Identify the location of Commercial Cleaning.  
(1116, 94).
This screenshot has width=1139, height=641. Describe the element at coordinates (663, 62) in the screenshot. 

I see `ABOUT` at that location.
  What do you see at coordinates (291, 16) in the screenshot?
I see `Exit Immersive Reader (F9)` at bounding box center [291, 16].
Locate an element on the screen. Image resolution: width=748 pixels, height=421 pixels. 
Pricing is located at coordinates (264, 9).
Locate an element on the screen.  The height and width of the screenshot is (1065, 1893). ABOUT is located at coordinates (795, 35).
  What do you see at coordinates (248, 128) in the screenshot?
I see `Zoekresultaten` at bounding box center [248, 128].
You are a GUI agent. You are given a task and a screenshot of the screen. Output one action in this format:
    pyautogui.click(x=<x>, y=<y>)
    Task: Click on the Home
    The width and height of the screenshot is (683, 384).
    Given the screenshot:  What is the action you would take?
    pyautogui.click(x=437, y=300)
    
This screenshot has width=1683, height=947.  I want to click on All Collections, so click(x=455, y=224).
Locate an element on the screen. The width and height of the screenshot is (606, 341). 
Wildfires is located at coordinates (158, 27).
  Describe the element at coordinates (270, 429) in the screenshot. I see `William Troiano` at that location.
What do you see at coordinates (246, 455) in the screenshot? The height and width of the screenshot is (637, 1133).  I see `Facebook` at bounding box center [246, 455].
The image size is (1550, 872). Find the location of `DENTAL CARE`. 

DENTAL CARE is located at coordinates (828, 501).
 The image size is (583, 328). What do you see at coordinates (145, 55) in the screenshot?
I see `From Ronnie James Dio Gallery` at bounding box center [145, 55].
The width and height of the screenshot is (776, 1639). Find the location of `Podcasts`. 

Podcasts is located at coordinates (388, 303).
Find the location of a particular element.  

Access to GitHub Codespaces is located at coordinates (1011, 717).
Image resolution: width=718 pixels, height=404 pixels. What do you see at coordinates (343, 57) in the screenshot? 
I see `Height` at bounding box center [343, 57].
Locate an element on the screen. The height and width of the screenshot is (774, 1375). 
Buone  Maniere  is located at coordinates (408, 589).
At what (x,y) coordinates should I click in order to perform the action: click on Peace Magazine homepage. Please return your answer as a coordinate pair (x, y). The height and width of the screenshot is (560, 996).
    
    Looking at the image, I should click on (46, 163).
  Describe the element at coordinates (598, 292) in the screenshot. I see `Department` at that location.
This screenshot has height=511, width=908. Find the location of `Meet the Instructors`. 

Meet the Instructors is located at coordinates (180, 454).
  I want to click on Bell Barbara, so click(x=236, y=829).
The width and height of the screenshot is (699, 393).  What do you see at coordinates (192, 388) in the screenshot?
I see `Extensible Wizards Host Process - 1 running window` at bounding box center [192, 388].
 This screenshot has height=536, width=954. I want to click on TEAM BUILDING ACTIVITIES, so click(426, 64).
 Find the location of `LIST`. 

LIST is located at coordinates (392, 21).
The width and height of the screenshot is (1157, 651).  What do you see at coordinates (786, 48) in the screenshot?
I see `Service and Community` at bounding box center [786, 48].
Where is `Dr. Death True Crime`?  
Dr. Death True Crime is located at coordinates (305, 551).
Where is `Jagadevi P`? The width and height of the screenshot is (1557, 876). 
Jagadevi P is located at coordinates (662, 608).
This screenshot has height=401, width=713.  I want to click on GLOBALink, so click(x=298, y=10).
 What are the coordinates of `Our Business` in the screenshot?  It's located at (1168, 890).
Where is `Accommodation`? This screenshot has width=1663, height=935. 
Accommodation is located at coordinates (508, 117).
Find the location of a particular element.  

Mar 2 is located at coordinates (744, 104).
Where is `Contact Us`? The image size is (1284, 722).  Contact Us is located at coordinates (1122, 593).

═══

* _Instructions to follow_
Retype the data. Keep every word as it stands.

* _Answer to this problem_
Identify the location of Commercial Cleaning.  
(1116, 94).
This screenshot has width=1139, height=641. Describe the element at coordinates (663, 62) in the screenshot. 

I see `ABOUT` at that location.
  What do you see at coordinates (291, 16) in the screenshot?
I see `Exit Immersive Reader (F9)` at bounding box center [291, 16].
Locate an element on the screen. Image resolution: width=748 pixels, height=421 pixels. 
Pricing is located at coordinates (264, 9).
Locate an element on the screen.  The height and width of the screenshot is (1065, 1893). ABOUT is located at coordinates (795, 35).
  What do you see at coordinates (248, 128) in the screenshot?
I see `Zoekresultaten` at bounding box center [248, 128].
You are a GUI agent. You are given a task and a screenshot of the screen. Output one action in this format:
    pyautogui.click(x=<x>, y=<y>)
    Task: Click on the Home
    The width and height of the screenshot is (683, 384).
    Given the screenshot:  What is the action you would take?
    pyautogui.click(x=437, y=300)
    
This screenshot has width=1683, height=947.  I want to click on All Collections, so click(x=455, y=224).
Locate an element on the screen. The width and height of the screenshot is (606, 341). 
Wildfires is located at coordinates (158, 27).
  Describe the element at coordinates (270, 429) in the screenshot. I see `William Troiano` at that location.
What do you see at coordinates (246, 455) in the screenshot? The height and width of the screenshot is (637, 1133).  I see `Facebook` at bounding box center [246, 455].
The image size is (1550, 872). Find the location of `DENTAL CARE`. 

DENTAL CARE is located at coordinates (828, 501).
 The image size is (583, 328). What do you see at coordinates (145, 55) in the screenshot?
I see `From Ronnie James Dio Gallery` at bounding box center [145, 55].
The width and height of the screenshot is (776, 1639). Find the location of `Podcasts`. 

Podcasts is located at coordinates (388, 303).
Find the location of a particular element.  

Access to GitHub Codespaces is located at coordinates (1011, 717).
Image resolution: width=718 pixels, height=404 pixels. What do you see at coordinates (343, 57) in the screenshot? 
I see `Height` at bounding box center [343, 57].
Locate an element on the screen. The height and width of the screenshot is (774, 1375). 
Buone  Maniere  is located at coordinates (408, 589).
At what (x,y) coordinates should I click in order to perform the action: click on Peace Magazine homepage. Please return your answer as a coordinate pair (x, y). The height and width of the screenshot is (560, 996).
    
    Looking at the image, I should click on (46, 163).
  Describe the element at coordinates (598, 292) in the screenshot. I see `Department` at that location.
This screenshot has height=511, width=908. Find the location of `Meet the Instructors`. 

Meet the Instructors is located at coordinates (180, 454).
  I want to click on Bell Barbara, so click(x=236, y=829).
The width and height of the screenshot is (699, 393).  What do you see at coordinates (192, 388) in the screenshot?
I see `Extensible Wizards Host Process - 1 running window` at bounding box center [192, 388].
 This screenshot has height=536, width=954. I want to click on TEAM BUILDING ACTIVITIES, so click(426, 64).
 Find the location of `LIST`. 

LIST is located at coordinates (392, 21).
The width and height of the screenshot is (1157, 651).  What do you see at coordinates (786, 48) in the screenshot?
I see `Service and Community` at bounding box center [786, 48].
Where is `Dr. Death True Crime`?  
Dr. Death True Crime is located at coordinates (305, 551).
Where is `Jagadevi P`? The width and height of the screenshot is (1557, 876). 
Jagadevi P is located at coordinates (662, 608).
This screenshot has height=401, width=713.  I want to click on GLOBALink, so click(x=298, y=10).
 What are the coordinates of `Our Business` in the screenshot?  It's located at (1168, 890).
Where is `Accommodation`? This screenshot has width=1663, height=935. 
Accommodation is located at coordinates (508, 117).
Find the location of a particular element.  

Mar 2 is located at coordinates (744, 104).
Where is `Contact Us`? The image size is (1284, 722).  Contact Us is located at coordinates (1122, 593).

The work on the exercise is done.